7 Bad Usability Practices
I browse a lot of websites. I mean a whole lot. Over the past few weeks I’ve really been thinking about user interaction. What things are good, easy, and will keep a user on your site for a while, and what things are bad, difficult and will make your user leave and tell all their friends they hate your website.
Those things are typically small details, the kind that make people either love you or hate you. Below I’ve outlined 7 things that absolutely drive me nuts when I’m surfing the net.
- Do not make me wait when I get to your website. If I have to wait through a long load, or an intro with no skip button, I will leave–making your message 100% ineffective.
- Tell me who you are, and what you do immediately. That can be a short paragraph, or even just a single sentence. But however you decide to explain your existence, make it interesting and informative enough to keep me, but short enough so I’m not reading your About Us page.
- Don’t make me search.

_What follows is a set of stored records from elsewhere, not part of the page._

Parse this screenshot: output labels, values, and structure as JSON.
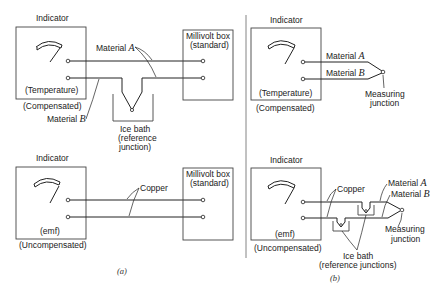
{
  "panel_a": {
    "caption": "(a)",
    "top": {
      "indicator_title": "Indicator",
      "indicator_line1": "(Temperature)",
      "indicator_line2": "(Compensated)",
      "millivolt_line1": "Millivolt box",
      "millivolt_line2": "(standard)",
      "material_a_label": "Material",
      "material_a_letter": "A",
      "material_b_label": "Material",
      "material_b_letter": "B",
      "ice_bath_line1": "Ice bath",
      "ice_bath_line2": "(reference",
      "ice_bath_line3": "junction)"
    },
    "bottom": {
      "indicator_title": "Indicator",
      "indicator_line1": "(emf)",
      "indicator_line2": "(Uncompensated)",
      "millivolt_line1": "Millivolt box",
      "millivolt_line2": "(standard)",
      "copper_label": "Copper"
    }
  },
  "panel_b": {
    "caption": "(b)",
    "top": {
      "indicator_title": "Indicator",
      "indicator_line1": "(Temperature)",
      "indicator_line2": "(Compensated)",
      "material_a_label": "Material",
      "material_a_letter": "A",
      "material_b_label": "Material",
      "material_b_letter": "B",
      "junction_line1": "Measuring",
      "junction_line2": "junction"
    },
    "bottom": {
      "indicator_title": "Indicator",
      "indicator_line1": "(emf)",
      "indicator_line2": "(Uncompensated)",
      "copper_label": "Copper",
      "material_a_label": "Material",
      "material_a_letter": "A",
      "material_b_label": "Material",
      "material_b_letter": "B",
      "junction_line1": "Measuring",
      "junction_line2": "junction",
      "ice_bath_line1": "Ice bath",
      "ice_bath_line2": "(reference junctions)"
    }
  }
}
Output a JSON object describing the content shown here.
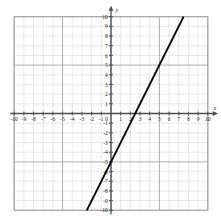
{
  "chart_data": {
    "type": "line",
    "title": "",
    "xlabel": "x",
    "ylabel": "y",
    "xlim": [
      -10,
      10
    ],
    "ylim": [
      -10,
      10
    ],
    "grid": true,
    "legend": false,
    "x_ticks": [
      -10,
      -9,
      -8,
      -7,
      -6,
      -5,
      -4,
      -3,
      -2,
      -1,
      0,
      1,
      2,
      3,
      4,
      5,
      6,
      7,
      8,
      9,
      10
    ],
    "y_ticks": [
      -10,
      -9,
      -8,
      -7,
      -6,
      -5,
      -4,
      -3,
      -2,
      -1,
      0,
      1,
      2,
      3,
      4,
      5,
      6,
      7,
      8,
      9,
      10
    ],
    "x_tick_labels": [
      "-10",
      "-9",
      "-8",
      "-7",
      "-6",
      "-5",
      "-4",
      "-3",
      "-2",
      "-1",
      "0",
      "1",
      "2",
      "3",
      "4",
      "5",
      "6",
      "7",
      "8",
      "9",
      "10"
    ],
    "y_tick_labels": [
      "-10",
      "-9",
      "-8",
      "-7",
      "-6",
      "-5",
      "-4",
      "-3",
      "-2",
      "-1",
      "0",
      "1",
      "2",
      "3",
      "4",
      "5",
      "6",
      "7",
      "8",
      "9",
      "10"
    ],
    "series": [
      {
        "name": "line",
        "equation": "y = 2x - 5",
        "slope": 2,
        "y_intercept": -5,
        "x_intercept": 2.5,
        "points": [
          [
            -2.5,
            -10
          ],
          [
            7.5,
            10
          ]
        ],
        "color": "#000000"
      }
    ],
    "colors": {
      "grid_minor": "#d9d9d9",
      "grid_major": "#a6a6a6",
      "axis": "#4d4d4d",
      "line": "#000000",
      "text": "#1a1a1a"
    }
  },
  "axis_labels": {
    "x": "x",
    "y": "y"
  }
}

Give me obvious places to go next. A kind of roadmap or choose your own adventure. Your homepage needs to either have big enough links in your navigation to draw my eye away from the content, or you need to have big shiny buttons on the homepage saying “You can go here and see this, or you can go here and see that!”. Either way, I need to know how to get to the next bit of information you want to feed me.

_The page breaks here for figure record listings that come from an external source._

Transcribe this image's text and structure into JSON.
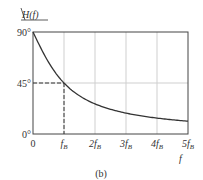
{
  "chart_data": {
    "type": "line",
    "title": "",
    "ylabel": "/H(f)",
    "xlabel": "f",
    "caption": "(b)",
    "x_ticks": [
      {
        "value": 0,
        "label": "0",
        "sub": ""
      },
      {
        "value": 1,
        "label": "f",
        "sub": "B"
      },
      {
        "value": 2,
        "label": "2f",
        "sub": "B"
      },
      {
        "value": 3,
        "label": "3f",
        "sub": "B"
      },
      {
        "value": 4,
        "label": "4f",
        "sub": "B"
      },
      {
        "value": 5,
        "label": "5f",
        "sub": "B"
      }
    ],
    "y_ticks": [
      {
        "value": 0,
        "label": "0°"
      },
      {
        "value": 45,
        "label": "45°"
      },
      {
        "value": 90,
        "label": "90°"
      }
    ],
    "xlim": [
      0,
      5
    ],
    "ylim": [
      0,
      90
    ],
    "grid": true,
    "series": [
      {
        "name": "phase of H(f)",
        "x": [
          0,
          0.25,
          0.5,
          0.75,
          1,
          1.5,
          2,
          2.5,
          3,
          3.5,
          4,
          4.5,
          5
        ],
        "y": [
          90,
          76.0,
          63.4,
          53.1,
          45,
          33.7,
          26.6,
          21.8,
          18.4,
          15.9,
          14.0,
          12.5,
          11.3
        ]
      }
    ],
    "annotations": [
      {
        "type": "dashed-guide",
        "x": 1,
        "y": 45
      }
    ]
  }
}
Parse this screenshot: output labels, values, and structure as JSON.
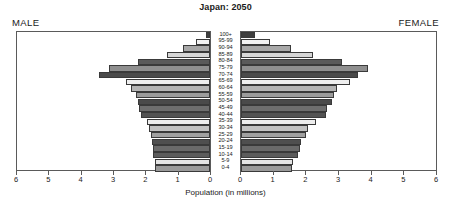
{
  "chart_data": {
    "type": "bar",
    "subtype": "population-pyramid",
    "title": "Japan: 2050",
    "xlabel": "Population (in millions)",
    "ylabel": "",
    "grid": false,
    "legend_position": "none",
    "left_panel_label": "MALE",
    "right_panel_label": "FEMALE",
    "xlim": [
      0,
      6
    ],
    "xticks": [
      0,
      1,
      2,
      3,
      4,
      5,
      6
    ],
    "left_tick_labels": [
      "6",
      "5",
      "4",
      "3",
      "2",
      "1",
      "0"
    ],
    "right_tick_labels": [
      "0",
      "1",
      "2",
      "3",
      "4",
      "5",
      "6"
    ],
    "categories": [
      "100+",
      "95-99",
      "90-94",
      "85-89",
      "80-84",
      "75-79",
      "70-74",
      "65-69",
      "60-64",
      "55-59",
      "50-54",
      "45-49",
      "40-44",
      "35-39",
      "30-34",
      "25-29",
      "20-24",
      "15-19",
      "10-14",
      "5-9",
      "0-4"
    ],
    "series": [
      {
        "name": "MALE",
        "side": "left",
        "values": [
          0.12,
          0.45,
          0.85,
          1.35,
          2.25,
          3.15,
          3.45,
          2.6,
          2.45,
          2.3,
          2.25,
          2.2,
          2.15,
          1.95,
          1.9,
          1.85,
          1.8,
          1.78,
          1.78,
          1.72,
          1.72
        ]
      },
      {
        "name": "FEMALE",
        "side": "right",
        "values": [
          0.42,
          0.9,
          1.55,
          2.2,
          3.1,
          3.9,
          3.6,
          3.35,
          2.95,
          2.85,
          2.8,
          2.65,
          2.6,
          2.3,
          2.05,
          2.0,
          1.85,
          1.8,
          1.75,
          1.6,
          1.58
        ]
      }
    ],
    "bar_fills": [
      "#3f3f3f",
      "#f2f2f2",
      "#a8a8a8",
      "#d6d6d6",
      "#5a5a5a",
      "#8f8f8f",
      "#4a4a4a",
      "#efefef",
      "#b5b5b5",
      "#9b9b9b",
      "#4a4a4a",
      "#6e6e6e",
      "#535353",
      "#ededed",
      "#c2c2c2",
      "#a0a0a0",
      "#4f4f4f",
      "#6a6a6a",
      "#5c5c5c",
      "#e4e4e4",
      "#9a9a9a"
    ]
  }
}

- Don’t make your links hidden, graphics, or any other absurd thing. When I can’t figure out how to navigate to different sections (and especially the ones I’m looking for) then I’m going to leave without giving it a thought. In the same vain, don’t make your links cutsie names. If you have a portfolio, call it a portfolio, not something like “The Stuff”, or “Mindtease”.
- Making a splash page with a “Click to enter” button makes me want to leave right there. I’m already on your domain, why make me go through another process to get to the information I need. The more clicks I have, the less likely I am to appreciate your concern for users, which happen to be me.

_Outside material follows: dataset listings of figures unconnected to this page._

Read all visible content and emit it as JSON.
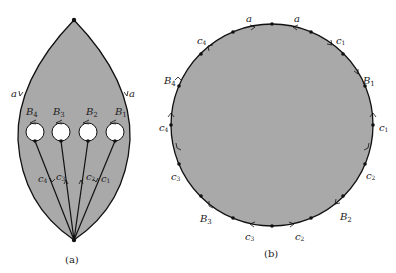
{
  "figure_a": {
    "caption": "(a)",
    "fill_color": "#a9a9a9",
    "edge_labels": {
      "left_side": "a",
      "right_side": "a"
    },
    "boundary_circles": [
      "B4",
      "B3",
      "B2",
      "B1"
    ],
    "curves": [
      "c4",
      "c3",
      "c2",
      "c1"
    ]
  },
  "figure_b": {
    "caption": "(b)",
    "fill_color": "#a9a9a9",
    "edge_labels": [
      "a",
      "a",
      "c1",
      "B1",
      "c1",
      "c2",
      "B2",
      "c2",
      "c3",
      "B3",
      "c3",
      "c4",
      "B4",
      "c4"
    ]
  },
  "labels": {
    "a": "a",
    "B1": "B",
    "B1_sub": "1",
    "B2": "B",
    "B2_sub": "2",
    "B3": "B",
    "B3_sub": "3",
    "B4": "B",
    "B4_sub": "4",
    "c": "c",
    "s1": "1",
    "s2": "2",
    "s3": "3",
    "s4": "4"
  }
}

- Full screen, smaller screen, odd-shaped screen... Quit making my browser change sizes. It’s already a great size, and if your site doesn’t fit in my browser, I’ll resize it so I can see the content. I almost always have more than one website open in my browser (the advent of Tabs in Safari made that much easier) and when all of my websites all of a sudden go full screen, it makes me want to close your website and forget I ever clicked on it.
- Popups. I don’t even have to explain this one. They are pretty much universally hated.
Well, I hope these 7 tips help you make a more user-friendly website. Think about these and any other usability issues you can in the planning stage of yours or you clients website. If it makes it to Photoshop, it’s typically too late.